The new parallel runway means that for the first time, aircraft can take off and land at the same time. Officials say the increased capacity will help relieve air traffic congestion at the airport and attract new carriers that don't currently offer service to Cleveland. Local leaders hope it will eventually bring more than $5 billion in new businesses and jobs to the region's economy. Dennis Eckert of the Greater Cleveland Growth Association has been one of the expansion project's strongest supporters.

Dennis Eckert: Hopkins future is about creating jobs and connections, connections to an intermodal society that moves money, material and ideas. Hopkins is the airport of the future. From here, the world is within our reach.
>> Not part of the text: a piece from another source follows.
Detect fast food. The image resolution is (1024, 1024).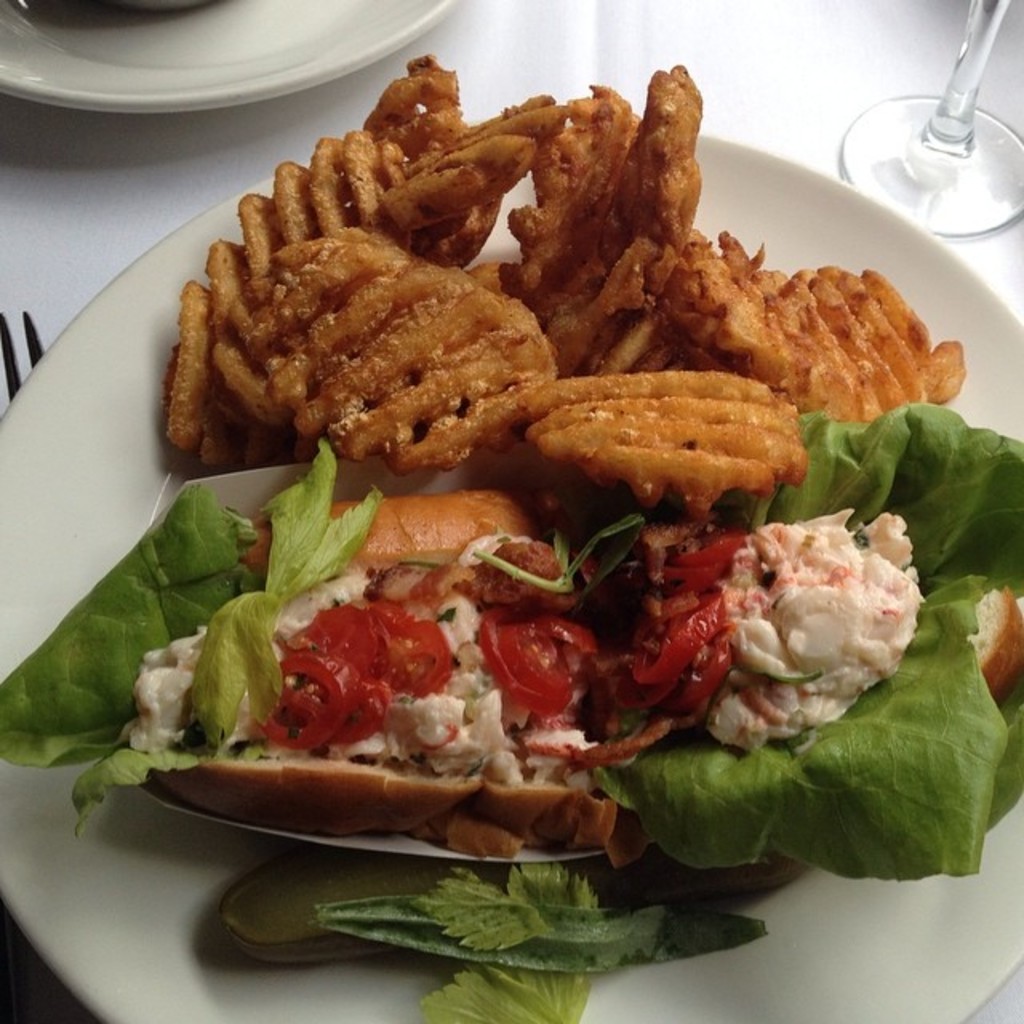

KS: Cleveland's new runway is the only one to be commissioned by the Federal Aviation Administration at a major U.S. airport this year. Regional FAA Administrator Cecilia Huntziker says it's an important first step in a larger federal effort to improve the nation's airports.
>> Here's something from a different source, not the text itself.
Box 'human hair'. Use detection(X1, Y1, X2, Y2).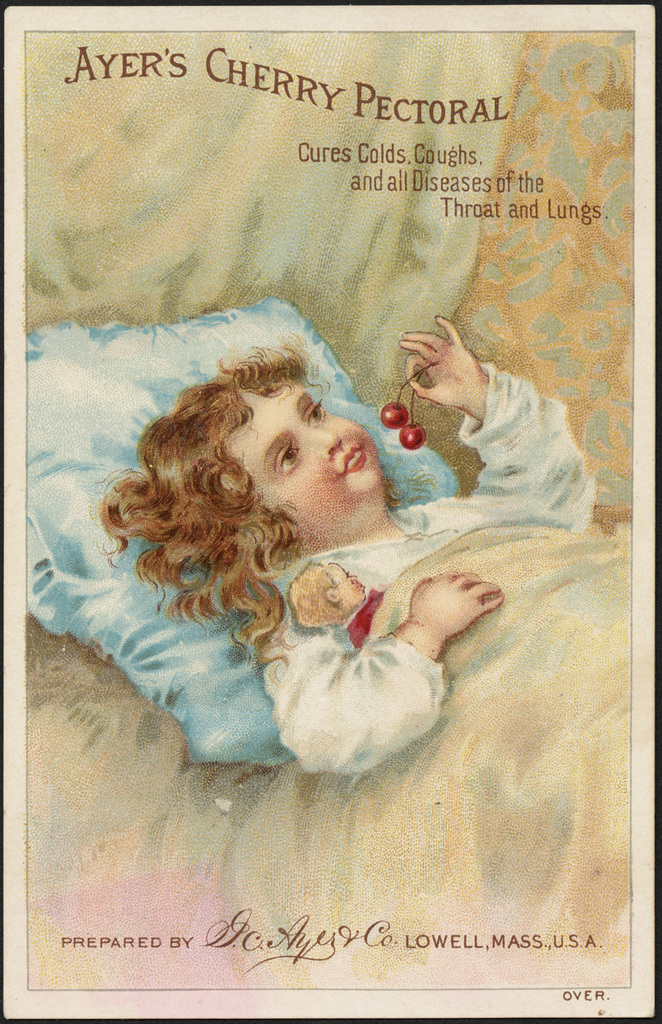
detection(78, 330, 383, 715).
Cecilia Huntziker: Truly one of our greatest aviation partnership successes has been the FAA's Operational Evolution Plan. The OEP is a 10-year commitment for the FAA, the airlines, and for the airports, and it includes new runways and that's why you're in it.

KS: The opening of the new runway at Hopkins is just the latest milestone in the 5-year, $1.5 billion expansion project's current phase. The project has already involved a major land swap between the cities of Cleveland and Brook Park. NASA Glenn became part of Brook Park in exchange for the IX Center, which Cleveland will tear down in preparation for a third runway city officials believe will be needed by 2015. To make way for the controversial proposed third runway, 468 homes in Brook Park will be purchased by Cleveland and razed over the next eleven years. Other suburbs surrounding the landlocked airport are receiving financial assistance to insulate about 13,000 homes against the noise from more frequent flights.

Mayor Gary Starr of Middleburg Heights says he and several other small communities have been working with Hopkins officials to mitigate noise and other pollution in the design phase.

Gary Starr: We have been successful over the last 20 years of keeping airplanes out of our communities by monitoring and being part of the process with our own set of aviation consultants and experts.

KS: But one community has responded to the airport's expansion plans with litigation. The newly-opened runway actually runs over a portion of Abram Creek. About a mile of the creek had to be redirected through a culvert and 88-acres of highest-quality wetlands were destroyed in the construction process. Normally, approval for wetland destruction must come from the Ohio Environmental Protection Agency before the project is passed along to the Army Corps of Engineers for their approval process. But last year, OEPA director Chris Jones refused to rule on the issue, which violated the agency's own guidelines. Construction went ahead without EPA approval. Residents in Olmsted Falls are concerned about the impacts to water quality. Olmsted Falls Mayor Bob Blomquist says this week the city will re-file a federal lawsuit against the Army Corps and the U.S. EPA for letting the project move forward without the proper legal documents.

Bob Blomquist: What essentially we're hoping to have happen is, before they get into a stage two expansion at Hopkins airport, which involves the major destruction of a warm water habitat here in Northeast Ohio that will affect water quality is that they do that only under conditions that they have an approved process, which they do not have at this point.

KS: Blomquist says the city of Olmsted Falls will probably also file a lawsuit in Franklin County against the Ohio EPA. He wants further expansion plans for the proposed third runway halted. In the meantime, airport officials say some of the wetlands-restoration projects to mitigate the damage done at Hopkins are about four to six months behind schedule due to recent changes in the airport administration. In Cleveland, Karen Schaefer, 90.3.